MPEG (MPEG-1) is a foundational video and audio compression standard published in August 1993 by the Moving Picture Experts Group as ISO/IEC 11172. It was the first international standard for lossy compression of moving pictures and associated audio, establishing principles and techniques that would influence virtually all subsequent video codecs. MPEG-1 video achieves compression through a combination of motion-compensated prediction, discrete cosine transform coding, and variable-length entropy encoding, organized around three frame types: I-frames (intra-coded), P-frames (predicted), and B-frames (bidirectionally predicted). The standard targets bit rates around 1.5 Mbps for combined audio and video, producing quality comparable to VHS tape at SIF resolution (352x240 for NTSC). This compression level was specifically chosen to match the data throughput of 1x-speed CD-ROM drives, enabling the Video CD format that brought digital video to consumers in the early 1990s. The audio component, particularly Layer III (MP3), went on to become the most influential audio format in history. The I/P/B frame structure, motion estimation approach, and block-based transform coding established the architectural template followed by every major video codec since, from MPEG-2 through H.264 and beyond. Though long surpassed in compression efficiency, MPEG-1 remains supported by virtually all media software.
Initial release: August 1993
IRCAM sound files originate from the Institut de Recherche et Coordination Acoustique/Musique — one of the world's foremost computer music laboratories, founded by composer Pierre Boulez in Paris. The format was created in the early 1980s to serve the research needs of IRCAM and has since been adopted by academic and artistic communities working at the intersection of science and sound. An IRCAM file begins with a 1024-byte header containing a magic number, sample rate, channel count, and an encoding type field that supports linear PCM (16/32-bit integer and 32-bit float), mu-law, and A-law variants. The header block also accommodates free-form annotation text, allowing researchers to embed experiment metadata directly in the audio file. Because the payload is uncompressed by default, recordings maintain full fidelity through successive analysis and resynthesis cycles — essential in psychoacoustic experimentation. Software such as Csound, libsndfile, and SoX reads and writes the format natively. Key advantages include a well-defined header that eliminates parsing ambiguity, support for floating-point samples essential in scientific DSP work, and deep roots in the computer music community ensuring continued tooling.
Developer: IRCAM
Initial release: 1983

Frequently Asked Questions

Why convert MPEG to IRCAM?

IRCAM SDIF is used in academic music research. Converting MPEG audio creates source material for acoustic analysis from video content.

What opens IRCAM files?

CSound, MixView, and the IRCAM institute software suite handle this format. SOX also supports IRCAM SDIF for audio processing.

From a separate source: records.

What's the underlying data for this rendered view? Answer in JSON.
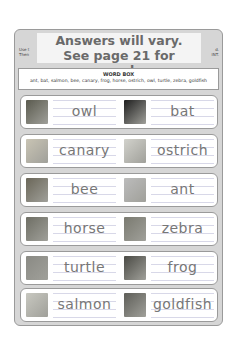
{
  "header": {
    "instruction_left_lines": [
      "Use t",
      "Then"
    ],
    "instruction_right_lines": [
      "d.",
      "INT."
    ],
    "answer_overlay": {
      "line1": "Answers will vary.",
      "line2": "See page 21 for examples."
    }
  },
  "word_box": {
    "title": "WORD BOX",
    "words": "ant, bat, salmon, bee, canary, frog, horse, ostrich, owl, turtle, zebra, goldfish"
  },
  "rows": [
    {
      "left": {
        "word": "owl",
        "photo": "owl-photo",
        "photo_color": "#5a5a4e"
      },
      "right": {
        "word": "bat",
        "photo": "bat-photo",
        "photo_color": "#1e1e1e"
      }
    },
    {
      "left": {
        "word": "canary",
        "photo": "canary-photo",
        "photo_color": "#c9c4b4"
      },
      "right": {
        "word": "ostrich",
        "photo": "ostrich-photo",
        "photo_color": "#d2d2cc"
      }
    },
    {
      "left": {
        "word": "bee",
        "photo": "bee-photo",
        "photo_color": "#6a6658"
      },
      "right": {
        "word": "ant",
        "photo": "ant-photo",
        "photo_color": "#bcbcbc"
      }
    },
    {
      "left": {
        "word": "horse",
        "photo": "horse-photo",
        "photo_color": "#6e6e64"
      },
      "right": {
        "word": "zebra",
        "photo": "zebra-photo",
        "photo_color": "#7a7a70"
      }
    },
    {
      "left": {
        "word": "turtle",
        "photo": "turtle-photo",
        "photo_color": "#8a8a84"
      },
      "right": {
        "word": "frog",
        "photo": "frog-photo",
        "photo_color": "#4a4a44"
      }
    },
    {
      "left": {
        "word": "salmon",
        "photo": "salmon-photo",
        "photo_color": "#c8c8c0"
      },
      "right": {
        "word": "goldfish",
        "photo": "goldfish-photo",
        "photo_color": "#5e5e58"
      }
    }
  ]
}
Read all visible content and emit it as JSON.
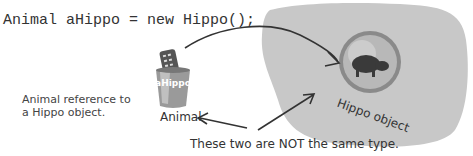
{
  "code_line": "Animal aHippo = new Hippo();",
  "reference": {
    "variable_name": "aHippo",
    "type_label": "Animal",
    "note": [
      "Animal reference to",
      "a Hippo object."
    ]
  },
  "object": {
    "label": "Hippo object"
  },
  "caption": "These two are NOT the same type.",
  "colors": {
    "heap": "#c8c8c8",
    "ink": "#333333",
    "cup": "#9a9a9a",
    "bubble": "#a0a0a0"
  }
}
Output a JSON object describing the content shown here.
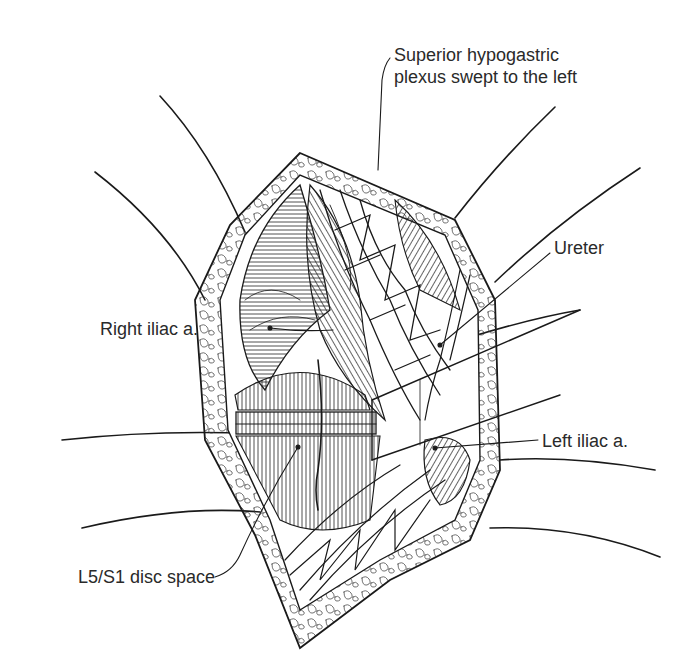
{
  "figure": {
    "type": "surgical anatomical line illustration",
    "labels": {
      "superior_hypogastric_line1": "Superior hypogastric",
      "superior_hypogastric_line2": "plexus swept to the left",
      "ureter": "Ureter",
      "right_iliac": "Right iliac a.",
      "left_iliac": "Left iliac a.",
      "disc_space": "L5/S1 disc space"
    },
    "colors": {
      "ink": "#1a1a1a",
      "background": "#ffffff",
      "text": "#2a2a2a"
    }
  }
}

Does IRCAM preserve quality?

IRCAM stores uncompressed audio data. Audio from MPEG video reaches your research tools at full fidelity for detailed analysis work.

Is MPEG a good audio source?

MPEG-1 Layer II audio provides decent quality. While not audiophile-grade, it contains sufficient detail for most acoustic analysis tasks.

Can I batch-convert MPEG files?

Upload multiple MPEG videos and convert them all to IRCAM. Practical for preparing research datasets from archived video collections.